From time to time various people, including some professional photographers and high end printers, find that they prefer the results of using "Printer Manages Color" over Photoshop (or other application) manages color. It is, in fact, not uncommon that "Printer Manages Color" makes very different prints. My Canon 9500 II radically shifts colors. In many areas it increases green to cyan saturation levels up to 20 dE and significantly bumps up luminance. The results are pretty garish under bright light (500 lux) but not unappealing at moderate room lighting levels of, say 120 lux.
The problem of course is that there is no way to really tell exactly what the print is going to look like when working in Photoshop. Worse, if you find that you really like a print made that way you are out of luck if you try to print the same image on a different printer. Especially from another manufacturer.
But there is one way to put this under color management which makes it possible to print with the unique characteristics of one printer on different printers, including printers made in the future but it requires the ability to make custom profiles.
Here's how to do it with I1Profiler.
Make a new profile but, instead of disabling color management, just save the target tif image then assign it to the same color space used to make the print you like. This is usually either sRGB or Adobe RGB. Then select the same device driver settings that were used to make the "Printer Manages Color" print. Print the target and make a new profile.
Now, assign that profile to the original images you desire to convert into the colors made by "Printer Manages Color." Then convert the image to a larger color space using Relative Colorimetric Intent. ProPhoto RGB will always work fine but you should always be working in 16 bits.
You can now print the image using "Photoshop Manages Color" normally and selecting relative colorimetric. This will quite precisely duplicate the effect of using "Printer Manages Color" and the same print can be made with a future printer using relative colorimetric to retain the look of a prior printer's print.
This approach, while providing a way to make a colorimetric image file of the "Printer Manages" transform, cannot be used like a normal profile. One must follow the machinations of assigning the special profile then converting to a normal working space wide enough to hold the image gamut. The image in Photoshop would then be the same as what a soft proof would be.
Theoretically, a normal profile is possible where the Perceptual Intent ICC profile tables incorporates the transform and then folks could use that profile normally. Perceptual intent would produce the same print as a "Printer Manages Color" would. However, this can't be done with I1PRofiler. There may be a way with Argyll and clearly would be by modifying the source code. Graeme would know.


[What to produce]: Your answer is a copy of every line in the records where "pixels" appears.

:: Input data

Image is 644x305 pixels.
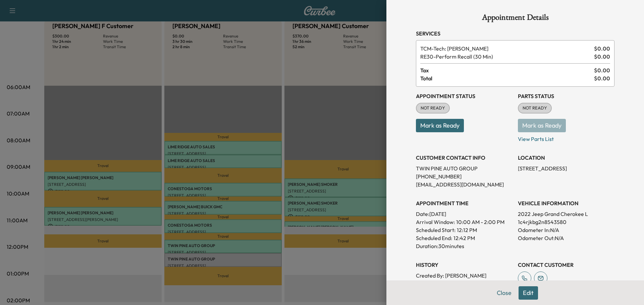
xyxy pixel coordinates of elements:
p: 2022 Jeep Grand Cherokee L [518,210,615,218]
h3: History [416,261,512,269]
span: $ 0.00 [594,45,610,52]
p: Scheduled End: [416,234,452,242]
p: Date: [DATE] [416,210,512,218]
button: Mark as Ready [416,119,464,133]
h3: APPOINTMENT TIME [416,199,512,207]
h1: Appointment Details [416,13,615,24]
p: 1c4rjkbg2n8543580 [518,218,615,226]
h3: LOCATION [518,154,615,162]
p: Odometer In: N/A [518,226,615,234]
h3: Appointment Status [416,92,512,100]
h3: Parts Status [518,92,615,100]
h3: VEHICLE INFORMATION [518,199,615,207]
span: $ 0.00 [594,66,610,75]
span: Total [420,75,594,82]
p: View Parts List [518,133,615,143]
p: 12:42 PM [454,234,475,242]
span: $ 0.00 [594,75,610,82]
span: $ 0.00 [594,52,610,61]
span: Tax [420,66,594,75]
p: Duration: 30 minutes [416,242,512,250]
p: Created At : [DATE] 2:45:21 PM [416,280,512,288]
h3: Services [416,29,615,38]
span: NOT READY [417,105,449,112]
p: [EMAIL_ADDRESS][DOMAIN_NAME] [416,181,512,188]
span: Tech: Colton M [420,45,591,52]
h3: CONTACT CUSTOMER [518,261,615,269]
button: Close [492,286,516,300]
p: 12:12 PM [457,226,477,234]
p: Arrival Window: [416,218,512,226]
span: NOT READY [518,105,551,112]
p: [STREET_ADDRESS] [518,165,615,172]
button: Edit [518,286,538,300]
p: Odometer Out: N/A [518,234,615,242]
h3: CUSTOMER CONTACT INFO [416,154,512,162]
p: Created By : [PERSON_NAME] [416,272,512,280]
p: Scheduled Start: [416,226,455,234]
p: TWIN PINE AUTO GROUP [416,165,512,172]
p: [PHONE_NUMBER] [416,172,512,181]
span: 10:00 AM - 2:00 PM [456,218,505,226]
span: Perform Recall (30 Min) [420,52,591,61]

::::
:: Input data

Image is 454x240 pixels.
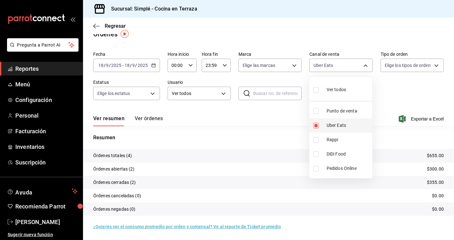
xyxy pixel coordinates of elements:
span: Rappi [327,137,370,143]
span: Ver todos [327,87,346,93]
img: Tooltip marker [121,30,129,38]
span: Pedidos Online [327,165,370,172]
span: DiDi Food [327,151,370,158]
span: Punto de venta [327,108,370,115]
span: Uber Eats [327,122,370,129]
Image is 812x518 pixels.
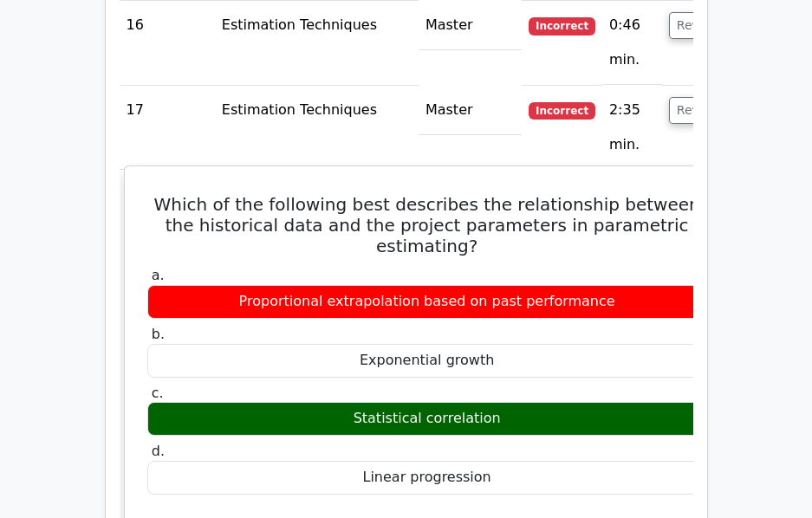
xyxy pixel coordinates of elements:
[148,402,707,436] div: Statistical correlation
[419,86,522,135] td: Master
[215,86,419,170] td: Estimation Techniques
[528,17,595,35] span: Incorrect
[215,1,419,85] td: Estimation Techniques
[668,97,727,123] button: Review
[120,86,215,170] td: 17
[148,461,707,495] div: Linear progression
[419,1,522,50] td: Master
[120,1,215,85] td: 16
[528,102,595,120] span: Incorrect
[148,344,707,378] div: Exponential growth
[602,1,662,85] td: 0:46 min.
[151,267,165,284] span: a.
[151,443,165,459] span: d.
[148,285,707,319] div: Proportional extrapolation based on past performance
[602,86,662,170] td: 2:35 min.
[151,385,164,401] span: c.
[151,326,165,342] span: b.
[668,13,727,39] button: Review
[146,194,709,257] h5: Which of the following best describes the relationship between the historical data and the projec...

::::

[Output for this task]:
Image is 644x305 pixels.
Image is 454x240 pixels.
Image is 812x518 pixels.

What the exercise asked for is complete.